Senin, 11 Juni 2007

The Spirit of the Lord, §9: Corpus Christi

The ekklesia is the corporate body of Christ, the communal fellowship of those who participate in the historical being of God in Jesus Christ (Eph. 1:23). As the “body of Christ,” we are then called to “bear fruit for God” (Rom. 7:4). The church, according to Paul, is the “body of Christ” not because the distinction between Christ’s body and our body has been eclipsed—in fact, just the opposite. The particular body of Christ and the universal body of Christ are as strictly differentiated as the particular mission of Christ and the universal mission of the church: Jesus the Messiah completed in his particular body the unique and exclusive event of reconciliation, which then frees humanity to become the universal body of those reconciled to God. The ekklesia is in no way an extension of the incarnation; rather, the ekklesia depends wholly upon the unassimilable event of divine grace made manifest in the incarnate Son of God. The church is the corpus Christi only as those who receive their embodied identity as the communio sanctorum from the risen Lord.

We are the “body of Christ” only because Christ alone gave up his body “for us and for our salvation.” We are new creatures, because in Christ, God bore our old identity and bore it away on the cross. We pray with confidence, because Christ is the gracious mediator between us and the Father (Heb. 7:25). We “go on toward perfection” (Heb. 6:1), because Christ has already gone ahead of us and been perfected as the source of our salvation (Heb. 5:9). Only because Jesus Christ is the salvator mundi—the savior of the world—can the world rest in the assurance of its salvation. Only because Jesus was raised from the dead can we now have hope for our own resurrection. Only because Jesus Christ is the “one who sanctifies” are we able to be “those who are sanctified” in the power of the Spirit (Heb. 2:11). Only because the Crucified One “is our peace” (Eph. 2:14) can we become the cruciform community of peace. Only because God elected in Jesus Christ to be rejected in our place are we free from God’s rejection of us. Only because God elected in Jesus Christ to be accepted in our place are we free for God’s acceptance of us and for our response of faithful obedience. Out of this divine event of election—in which the Son elects the cross for himself and the covenant for humanity—the church arises as the covenantal community. Out of the crucified and resurrected body of Christ, the church emerges as the cruciform body of believers, the pilgrim people seeking the resurrectional renewal of all things, the ekklesia of those awakened to “the new life of the Spirit” (Rom. 7:6). The eschatological communion of saints is thus set apart by God to embody the messianic mission through word and sacrament, to take on the sanctified shape of God’s elect in the covenant of grace.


#### To do:
Restating the data word for word is all that is required.

Start of Dataset extract

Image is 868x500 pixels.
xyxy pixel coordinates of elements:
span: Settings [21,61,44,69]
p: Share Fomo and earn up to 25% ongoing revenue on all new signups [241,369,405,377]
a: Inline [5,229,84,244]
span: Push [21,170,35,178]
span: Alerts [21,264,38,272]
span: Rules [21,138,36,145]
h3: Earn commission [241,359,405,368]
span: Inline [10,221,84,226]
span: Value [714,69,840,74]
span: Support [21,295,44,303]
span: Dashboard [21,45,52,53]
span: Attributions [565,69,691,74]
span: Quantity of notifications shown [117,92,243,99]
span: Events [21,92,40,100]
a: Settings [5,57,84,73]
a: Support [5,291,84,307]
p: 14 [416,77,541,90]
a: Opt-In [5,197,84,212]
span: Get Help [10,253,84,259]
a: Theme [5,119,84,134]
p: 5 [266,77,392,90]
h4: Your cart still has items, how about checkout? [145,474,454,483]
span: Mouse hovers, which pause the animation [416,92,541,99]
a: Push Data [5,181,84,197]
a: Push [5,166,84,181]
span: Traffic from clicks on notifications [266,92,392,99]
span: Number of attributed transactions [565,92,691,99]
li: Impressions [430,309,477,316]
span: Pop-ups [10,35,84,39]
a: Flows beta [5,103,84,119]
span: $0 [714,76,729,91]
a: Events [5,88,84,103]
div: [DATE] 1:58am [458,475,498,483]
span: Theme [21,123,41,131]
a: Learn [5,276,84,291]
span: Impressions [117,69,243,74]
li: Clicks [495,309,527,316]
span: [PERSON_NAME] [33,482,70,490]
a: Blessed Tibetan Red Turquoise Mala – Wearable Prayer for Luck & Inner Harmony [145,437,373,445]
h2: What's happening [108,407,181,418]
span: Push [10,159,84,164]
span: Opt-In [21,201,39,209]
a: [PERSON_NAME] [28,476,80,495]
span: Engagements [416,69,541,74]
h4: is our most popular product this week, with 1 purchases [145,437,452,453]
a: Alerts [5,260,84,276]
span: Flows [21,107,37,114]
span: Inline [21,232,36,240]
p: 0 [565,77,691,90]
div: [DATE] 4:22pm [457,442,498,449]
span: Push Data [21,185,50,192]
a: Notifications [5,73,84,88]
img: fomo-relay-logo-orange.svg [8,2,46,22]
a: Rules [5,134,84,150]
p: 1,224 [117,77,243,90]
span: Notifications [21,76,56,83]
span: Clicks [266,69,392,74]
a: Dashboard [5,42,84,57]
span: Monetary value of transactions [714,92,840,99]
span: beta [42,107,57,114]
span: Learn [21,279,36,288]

End of Dataset extract

#### Result below:
Image is 868x500 pixels.
xyxy pixel coordinates of elements:
span: Settings [21,61,44,69]
p: Share Fomo and earn up to 25% ongoing revenue on all new signups [241,369,405,377]
a: Inline [5,229,84,244]
span: Push [21,170,35,178]
span: Alerts [21,264,38,272]
span: Rules [21,138,36,145]
h3: Earn commission [241,359,405,368]
span: Inline [10,221,84,226]
span: Value [714,69,840,74]
span: Support [21,295,44,303]
span: Dashboard [21,45,52,53]
span: Attributions [565,69,691,74]
span: Quantity of notifications shown [117,92,243,99]
span: Events [21,92,40,100]
a: Settings [5,57,84,73]
a: Support [5,291,84,307]
p: 14 [416,77,541,90]
a: Opt-In [5,197,84,212]
span: Get Help [10,253,84,259]
a: Theme [5,119,84,134]
p: 5 [266,77,392,90]
h4: Your cart still has items, how about checkout? [145,474,454,483]
span: Mouse hovers, which pause the animation [416,92,541,99]
a: Push Data [5,181,84,197]
a: Push [5,166,84,181]
span: Traffic from clicks on notifications [266,92,392,99]
span: Number of attributed transactions [565,92,691,99]
li: Impressions [430,309,477,316]
span: Pop-ups [10,35,84,39]
a: Flows beta [5,103,84,119]
span: $0 [714,76,729,91]
a: Events [5,88,84,103]
div: [DATE] 1:58am [458,475,498,483]
span: Theme [21,123,41,131]
a: Learn [5,276,84,291]
span: Impressions [117,69,243,74]
li: Clicks [495,309,527,316]
span: [PERSON_NAME] [33,482,70,490]
a: Blessed Tibetan Red Turquoise Mala – Wearable Prayer for Luck & Inner Harmony [145,437,373,445]
h2: What's happening [108,407,181,418]
span: Push [10,159,84,164]
span: Opt-In [21,201,39,209]
a: [PERSON_NAME] [28,476,80,495]
span: Engagements [416,69,541,74]
h4: is our most popular product this week, with 1 purchases [145,437,452,453]
a: Alerts [5,260,84,276]
span: Flows [21,107,37,114]
span: Inline [21,232,36,240]
p: 0 [565,77,691,90]
div: [DATE] 4:22pm [457,442,498,449]
span: Push Data [21,185,50,192]
a: Notifications [5,73,84,88]
img: fomo-relay-logo-orange.svg [8,2,46,22]
a: Rules [5,134,84,150]
p: 1,224 [117,77,243,90]
span: Notifications [21,76,56,83]
span: Clicks [266,69,392,74]
a: Dashboard [5,42,84,57]
span: Monetary value of transactions [714,92,840,99]
span: beta [42,107,57,114]
span: Learn [21,279,36,288]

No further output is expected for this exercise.